Now, any fool can go out and get your site linked to on a hundred thousand sites overnight, and many will try to charge you bags of money to do just this. Don’t buy it. Getting natural linkbacks from other sites is tough work, but is the only truly valuable form of linkbacks.

There are a number of ways to do this, but really, in principle they all relate to creating content that people are interested in reading.

Age of site/Page Rank

This goes back to the “authority” bit in the section above. With new sites created and abandoned every day, it makes sense that Google pays attention and values sites that have been around for a long time, or have earned a higher Google Page Rank. It doesn’t necessarily make them a better source of information, but as a fuzzy rule, it does hold weight.

Additionally, this is often the reason sites that have followed all the rules above still aren’t owning their desired keywords – particularly when those keywords are in highly competitive markets (travel, web, consumer electronics, etc.).

If you feel you’ve done everything perfectly, and still you’re not getting the SERPs you feel you deserve, perhaps a bit of patience is in order.

Meta Descriptions and Keywords

Ah, meta tags. If I had 10 cents for every time I’ve had clients sweat about their meta tags, I would be writing this from a tropical beach somewhere and not worrying about the piles of work I still have to get done today.

Well, here it comes folks – they don’t matter. I think I just heard the SEO community collectively frown and growl. So, perhaps an explanation, before I get hate mail.

There was a time when the top search engines used meta descriptions and meta keywords to determine what a Web page was about. The meta keywords tag was the first to be dropped as a decider, and for several years now has not been used by any major search engine to help index the page. Why? 1. because they’re too easy to fake, and 2. they’re just not needed, bots can scan the entire contents of a page and get their own keywords. In short, they are valueless.

Though it has taken longer, the meta description tag is quickly going the same way. When the meta keywords tag became obsolete many webmasters/designers/SEO folks turned to the meta description as a way to bulk up their site’s keywordiness. Somewhat predictably this caused search engines to develop better ways to determine what a site is really about. As, remember, a search engine has a responsibility to the end user – the dude searching for “all-natural woven monkey-hair toupees” – not the company trying to make sure their listing is at the top of the SERPs so they can sell more toupees.

And that brings us right back to content.
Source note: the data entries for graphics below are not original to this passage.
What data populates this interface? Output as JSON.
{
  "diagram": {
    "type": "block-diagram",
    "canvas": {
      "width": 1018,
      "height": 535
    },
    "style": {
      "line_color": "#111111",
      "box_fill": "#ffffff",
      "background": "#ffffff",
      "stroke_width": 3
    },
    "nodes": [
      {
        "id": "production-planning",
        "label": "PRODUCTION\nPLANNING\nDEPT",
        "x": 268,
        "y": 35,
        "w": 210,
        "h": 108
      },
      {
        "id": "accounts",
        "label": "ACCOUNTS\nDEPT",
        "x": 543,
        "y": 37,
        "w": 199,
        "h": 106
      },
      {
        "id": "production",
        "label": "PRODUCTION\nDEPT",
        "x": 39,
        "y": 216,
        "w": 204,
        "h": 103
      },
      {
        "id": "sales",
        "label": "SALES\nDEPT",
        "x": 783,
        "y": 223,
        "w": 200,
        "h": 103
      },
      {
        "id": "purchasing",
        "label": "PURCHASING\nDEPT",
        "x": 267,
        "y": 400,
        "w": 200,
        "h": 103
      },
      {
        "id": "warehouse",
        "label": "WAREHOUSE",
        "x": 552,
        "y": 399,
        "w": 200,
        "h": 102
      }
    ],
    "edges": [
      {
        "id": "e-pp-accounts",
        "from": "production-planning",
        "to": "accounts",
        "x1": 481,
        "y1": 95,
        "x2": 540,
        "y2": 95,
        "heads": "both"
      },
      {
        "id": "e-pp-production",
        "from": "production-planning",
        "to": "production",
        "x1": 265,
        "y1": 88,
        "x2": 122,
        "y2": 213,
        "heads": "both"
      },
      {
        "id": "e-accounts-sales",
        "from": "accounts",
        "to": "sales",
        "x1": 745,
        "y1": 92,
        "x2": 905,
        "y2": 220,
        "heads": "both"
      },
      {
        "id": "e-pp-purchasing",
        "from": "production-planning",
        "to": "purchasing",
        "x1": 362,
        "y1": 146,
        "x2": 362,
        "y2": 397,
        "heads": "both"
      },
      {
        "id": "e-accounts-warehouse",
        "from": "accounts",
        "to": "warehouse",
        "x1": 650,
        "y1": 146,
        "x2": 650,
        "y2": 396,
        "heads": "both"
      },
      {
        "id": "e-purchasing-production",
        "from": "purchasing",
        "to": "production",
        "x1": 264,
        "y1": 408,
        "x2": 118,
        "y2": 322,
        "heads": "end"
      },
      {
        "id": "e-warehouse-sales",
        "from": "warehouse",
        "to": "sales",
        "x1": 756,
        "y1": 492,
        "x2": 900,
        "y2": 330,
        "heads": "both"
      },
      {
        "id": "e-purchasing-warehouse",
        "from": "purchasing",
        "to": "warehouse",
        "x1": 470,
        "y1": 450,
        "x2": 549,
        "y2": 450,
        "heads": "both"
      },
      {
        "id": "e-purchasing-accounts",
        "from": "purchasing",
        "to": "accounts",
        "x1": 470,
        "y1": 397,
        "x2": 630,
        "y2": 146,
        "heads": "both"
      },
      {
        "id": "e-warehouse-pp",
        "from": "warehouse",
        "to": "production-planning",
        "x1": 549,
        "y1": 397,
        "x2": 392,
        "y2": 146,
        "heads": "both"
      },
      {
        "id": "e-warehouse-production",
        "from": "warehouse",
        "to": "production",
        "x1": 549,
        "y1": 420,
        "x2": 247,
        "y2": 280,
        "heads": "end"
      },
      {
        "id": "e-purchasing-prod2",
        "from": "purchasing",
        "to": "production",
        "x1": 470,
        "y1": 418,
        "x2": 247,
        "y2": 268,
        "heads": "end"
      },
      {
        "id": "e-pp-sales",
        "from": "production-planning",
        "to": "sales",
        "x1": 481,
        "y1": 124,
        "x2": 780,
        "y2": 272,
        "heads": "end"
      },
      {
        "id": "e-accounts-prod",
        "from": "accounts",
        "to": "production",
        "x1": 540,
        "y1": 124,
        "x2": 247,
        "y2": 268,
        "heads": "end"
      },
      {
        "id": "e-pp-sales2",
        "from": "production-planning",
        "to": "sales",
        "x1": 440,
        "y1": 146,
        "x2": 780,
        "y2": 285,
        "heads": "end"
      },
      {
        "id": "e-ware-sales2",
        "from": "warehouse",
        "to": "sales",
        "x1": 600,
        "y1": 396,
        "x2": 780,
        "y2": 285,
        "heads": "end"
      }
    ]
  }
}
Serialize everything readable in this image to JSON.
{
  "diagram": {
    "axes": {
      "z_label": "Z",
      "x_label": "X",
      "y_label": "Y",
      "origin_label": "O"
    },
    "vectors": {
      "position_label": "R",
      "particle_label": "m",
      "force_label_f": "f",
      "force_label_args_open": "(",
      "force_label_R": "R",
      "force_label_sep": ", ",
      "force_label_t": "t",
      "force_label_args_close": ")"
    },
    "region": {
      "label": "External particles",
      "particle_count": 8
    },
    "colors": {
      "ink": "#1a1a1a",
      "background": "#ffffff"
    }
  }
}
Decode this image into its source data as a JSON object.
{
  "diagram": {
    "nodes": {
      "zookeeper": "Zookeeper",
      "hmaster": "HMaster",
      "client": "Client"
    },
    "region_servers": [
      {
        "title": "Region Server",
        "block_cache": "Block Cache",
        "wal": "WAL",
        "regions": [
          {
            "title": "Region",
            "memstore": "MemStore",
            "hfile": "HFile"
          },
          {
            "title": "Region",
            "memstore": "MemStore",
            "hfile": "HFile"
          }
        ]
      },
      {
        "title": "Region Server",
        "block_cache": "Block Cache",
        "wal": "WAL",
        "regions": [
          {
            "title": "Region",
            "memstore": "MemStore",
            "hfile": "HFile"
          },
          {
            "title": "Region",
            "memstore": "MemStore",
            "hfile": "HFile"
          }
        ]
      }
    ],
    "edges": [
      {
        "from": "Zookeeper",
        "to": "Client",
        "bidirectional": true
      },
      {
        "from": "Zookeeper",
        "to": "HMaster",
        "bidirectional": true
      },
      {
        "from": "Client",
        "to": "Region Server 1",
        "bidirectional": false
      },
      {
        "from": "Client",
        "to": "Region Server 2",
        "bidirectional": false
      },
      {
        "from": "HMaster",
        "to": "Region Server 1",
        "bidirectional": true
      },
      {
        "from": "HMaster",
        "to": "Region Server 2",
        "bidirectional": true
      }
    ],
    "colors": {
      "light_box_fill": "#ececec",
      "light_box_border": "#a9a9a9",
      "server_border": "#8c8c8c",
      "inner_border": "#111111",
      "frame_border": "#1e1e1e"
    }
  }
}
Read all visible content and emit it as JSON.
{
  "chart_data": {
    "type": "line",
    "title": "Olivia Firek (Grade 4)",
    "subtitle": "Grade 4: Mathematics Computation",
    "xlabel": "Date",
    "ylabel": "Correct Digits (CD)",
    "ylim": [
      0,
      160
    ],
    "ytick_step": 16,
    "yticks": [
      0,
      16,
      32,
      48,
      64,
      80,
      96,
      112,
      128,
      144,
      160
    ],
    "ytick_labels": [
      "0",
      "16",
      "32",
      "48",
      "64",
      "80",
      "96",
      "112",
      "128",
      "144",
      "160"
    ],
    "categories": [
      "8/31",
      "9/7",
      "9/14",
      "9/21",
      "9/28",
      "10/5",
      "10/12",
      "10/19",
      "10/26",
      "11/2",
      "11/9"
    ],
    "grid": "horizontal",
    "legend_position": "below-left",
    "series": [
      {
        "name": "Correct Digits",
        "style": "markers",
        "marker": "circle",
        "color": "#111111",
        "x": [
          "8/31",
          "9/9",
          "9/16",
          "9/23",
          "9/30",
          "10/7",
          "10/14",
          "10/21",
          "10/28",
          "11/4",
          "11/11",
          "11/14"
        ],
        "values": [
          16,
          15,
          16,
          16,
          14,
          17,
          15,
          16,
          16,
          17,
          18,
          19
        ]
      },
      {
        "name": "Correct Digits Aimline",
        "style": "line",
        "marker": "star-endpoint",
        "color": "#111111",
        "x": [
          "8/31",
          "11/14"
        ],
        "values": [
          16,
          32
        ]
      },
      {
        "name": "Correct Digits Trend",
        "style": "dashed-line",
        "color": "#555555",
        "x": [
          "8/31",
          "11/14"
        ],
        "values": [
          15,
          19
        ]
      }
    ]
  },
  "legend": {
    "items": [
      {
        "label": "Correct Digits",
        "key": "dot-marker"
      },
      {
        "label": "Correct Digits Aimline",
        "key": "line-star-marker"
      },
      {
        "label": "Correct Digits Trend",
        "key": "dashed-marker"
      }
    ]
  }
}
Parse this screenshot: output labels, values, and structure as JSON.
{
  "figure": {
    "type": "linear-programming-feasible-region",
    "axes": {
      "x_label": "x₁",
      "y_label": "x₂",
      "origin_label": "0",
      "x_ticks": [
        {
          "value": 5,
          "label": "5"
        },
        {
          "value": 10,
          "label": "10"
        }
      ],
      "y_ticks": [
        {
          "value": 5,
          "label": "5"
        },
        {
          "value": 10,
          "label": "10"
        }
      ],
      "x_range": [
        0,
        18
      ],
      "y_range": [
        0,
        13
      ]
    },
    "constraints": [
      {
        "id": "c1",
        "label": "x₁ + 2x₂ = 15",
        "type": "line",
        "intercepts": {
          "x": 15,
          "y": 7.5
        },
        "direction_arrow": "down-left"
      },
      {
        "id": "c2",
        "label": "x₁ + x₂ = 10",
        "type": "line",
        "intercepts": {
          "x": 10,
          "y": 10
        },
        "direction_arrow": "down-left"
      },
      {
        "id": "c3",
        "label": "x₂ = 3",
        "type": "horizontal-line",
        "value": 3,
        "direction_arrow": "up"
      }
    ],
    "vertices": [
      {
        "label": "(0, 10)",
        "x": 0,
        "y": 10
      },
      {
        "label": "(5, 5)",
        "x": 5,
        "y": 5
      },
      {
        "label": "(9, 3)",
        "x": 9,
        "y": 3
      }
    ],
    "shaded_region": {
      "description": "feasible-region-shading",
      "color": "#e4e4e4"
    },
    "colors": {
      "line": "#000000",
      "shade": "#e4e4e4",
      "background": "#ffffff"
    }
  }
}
Without much value left in the meta description and virtually no value in meta keywords, it makes it all the more important to ensure that your content is well written and keyword rich.

Certainly there is much more that makes up the rather complex “science” of search engine optimization, but that should give at least a basic overview of what I feel are the key elements to good SEO. I look forward to additions, corrections or questions in the comments.